F.C. United of Manchester - Supporters

Supporters

As F.C. United is owned by its supporters, each member can vote on how the club is run, including: voting for board members; designs; and season ticket prices. Most F.C. United supporters still support Manchester United and many were previously season ticket holders at Old Trafford. F.C. United fans are known for the large range of songs that they sing at matches, and the atmosphere created by fans has been praised in the media. Supporters are also known to set off flares during big games.

During their first season (2005–06), F.C. United had the second-highest average attendance in English non-League football with an average gate of 3,059, and were the 87th best supported club across all divisions. Attendances fell in the next two seasons and they were the 92nd best supported club in 2006–07 and 100th best supported club by 2007–08. Their average league attendance has since levelled out at approximately 2,000 per game.

Read more about this topic:  F.C. United Of Manchester

Famous quotes containing the word supporters:

    The opposition is indispensable. A good statesman, like any other sensible human being, always learns more from his opponents than from his fervent supporters. For his supporters will push him to disaster unless his opponents show him where the dangers are. So if he is wise he will often pray to be delivered from his friends, because they will ruin him. But though it hurts, he ought also to pray never to be left without opponents; for they keep him on the path of reason and good sense.
    Walter Lippmann (1889–1974)

    His [O.J. Simpson’s] supporters lined the freeway to cheer him on Friday and commentators talked about his tragedy. Did those people see the photographs of the crime scene and the great blackening pools of blood seeping into the sidewalk? Did battered women watch all this on television and realize more vividly than ever before that their lives were cheap and their pain inconsequential?
    Anna Quindlen (b. 1952)

    No Government can be long secure without a formidable Opposition. It reduces their supporters to that tractable number which can be managed by the joint influences of fruition and hope. It offers vengeance to the discontented, and distinction to the ambitious; and employs the energies of aspiring spirits, who otherwise may prove traitors in a division or assassins in a debate.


• WORK TO BE COMPLETED
A single number is the answer: the count of lines below that contain "loan".

Entries taken from a collection

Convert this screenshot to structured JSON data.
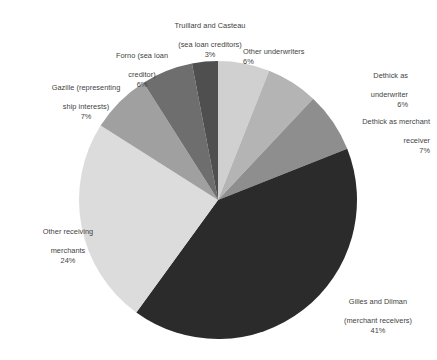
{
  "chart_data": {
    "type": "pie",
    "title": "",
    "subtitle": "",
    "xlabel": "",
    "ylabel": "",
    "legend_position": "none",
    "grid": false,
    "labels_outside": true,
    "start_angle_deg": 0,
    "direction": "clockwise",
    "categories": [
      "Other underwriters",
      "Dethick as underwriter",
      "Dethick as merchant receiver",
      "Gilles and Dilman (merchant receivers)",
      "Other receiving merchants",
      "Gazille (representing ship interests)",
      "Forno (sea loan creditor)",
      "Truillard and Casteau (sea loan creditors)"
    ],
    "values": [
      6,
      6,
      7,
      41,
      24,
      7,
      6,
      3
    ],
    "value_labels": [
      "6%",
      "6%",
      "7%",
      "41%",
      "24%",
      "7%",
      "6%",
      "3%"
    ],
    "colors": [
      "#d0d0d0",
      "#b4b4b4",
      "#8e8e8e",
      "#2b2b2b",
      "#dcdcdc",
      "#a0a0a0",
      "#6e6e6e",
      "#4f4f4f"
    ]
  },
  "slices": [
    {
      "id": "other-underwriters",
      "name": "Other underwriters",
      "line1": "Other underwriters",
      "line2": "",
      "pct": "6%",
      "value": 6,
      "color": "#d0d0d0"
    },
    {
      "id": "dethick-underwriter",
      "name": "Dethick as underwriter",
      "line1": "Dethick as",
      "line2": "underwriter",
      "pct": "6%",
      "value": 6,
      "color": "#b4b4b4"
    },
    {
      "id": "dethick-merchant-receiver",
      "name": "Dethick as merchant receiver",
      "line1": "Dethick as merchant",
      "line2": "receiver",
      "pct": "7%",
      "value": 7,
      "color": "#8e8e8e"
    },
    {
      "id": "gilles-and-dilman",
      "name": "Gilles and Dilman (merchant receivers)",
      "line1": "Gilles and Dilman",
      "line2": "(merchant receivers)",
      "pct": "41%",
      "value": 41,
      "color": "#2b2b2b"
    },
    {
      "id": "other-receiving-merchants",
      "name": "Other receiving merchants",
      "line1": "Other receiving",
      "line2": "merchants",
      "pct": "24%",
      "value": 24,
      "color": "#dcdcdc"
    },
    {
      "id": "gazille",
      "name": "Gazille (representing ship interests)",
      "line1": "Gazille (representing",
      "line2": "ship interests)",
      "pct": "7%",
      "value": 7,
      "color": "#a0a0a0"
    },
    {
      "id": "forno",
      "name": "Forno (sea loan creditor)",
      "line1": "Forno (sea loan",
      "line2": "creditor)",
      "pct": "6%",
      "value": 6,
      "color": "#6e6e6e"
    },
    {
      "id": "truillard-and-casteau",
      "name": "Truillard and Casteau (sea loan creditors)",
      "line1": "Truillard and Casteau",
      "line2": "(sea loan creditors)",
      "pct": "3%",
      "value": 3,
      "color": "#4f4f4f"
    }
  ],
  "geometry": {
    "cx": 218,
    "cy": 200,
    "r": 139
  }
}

==

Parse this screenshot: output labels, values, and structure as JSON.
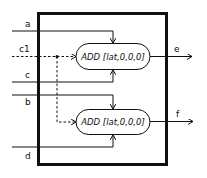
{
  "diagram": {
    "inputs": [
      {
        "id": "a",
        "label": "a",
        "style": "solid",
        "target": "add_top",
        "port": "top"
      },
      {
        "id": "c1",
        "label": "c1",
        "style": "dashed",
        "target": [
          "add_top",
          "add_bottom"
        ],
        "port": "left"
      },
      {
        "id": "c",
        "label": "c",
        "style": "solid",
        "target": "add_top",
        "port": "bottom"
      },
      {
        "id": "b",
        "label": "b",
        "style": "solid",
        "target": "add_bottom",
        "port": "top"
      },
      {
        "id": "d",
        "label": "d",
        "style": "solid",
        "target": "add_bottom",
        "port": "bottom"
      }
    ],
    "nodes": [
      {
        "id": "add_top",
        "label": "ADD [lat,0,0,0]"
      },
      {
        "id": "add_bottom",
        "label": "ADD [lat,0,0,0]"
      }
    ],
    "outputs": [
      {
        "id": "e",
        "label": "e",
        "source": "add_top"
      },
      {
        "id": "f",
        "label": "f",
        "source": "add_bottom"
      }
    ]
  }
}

• EXERCISE SOLUTION
6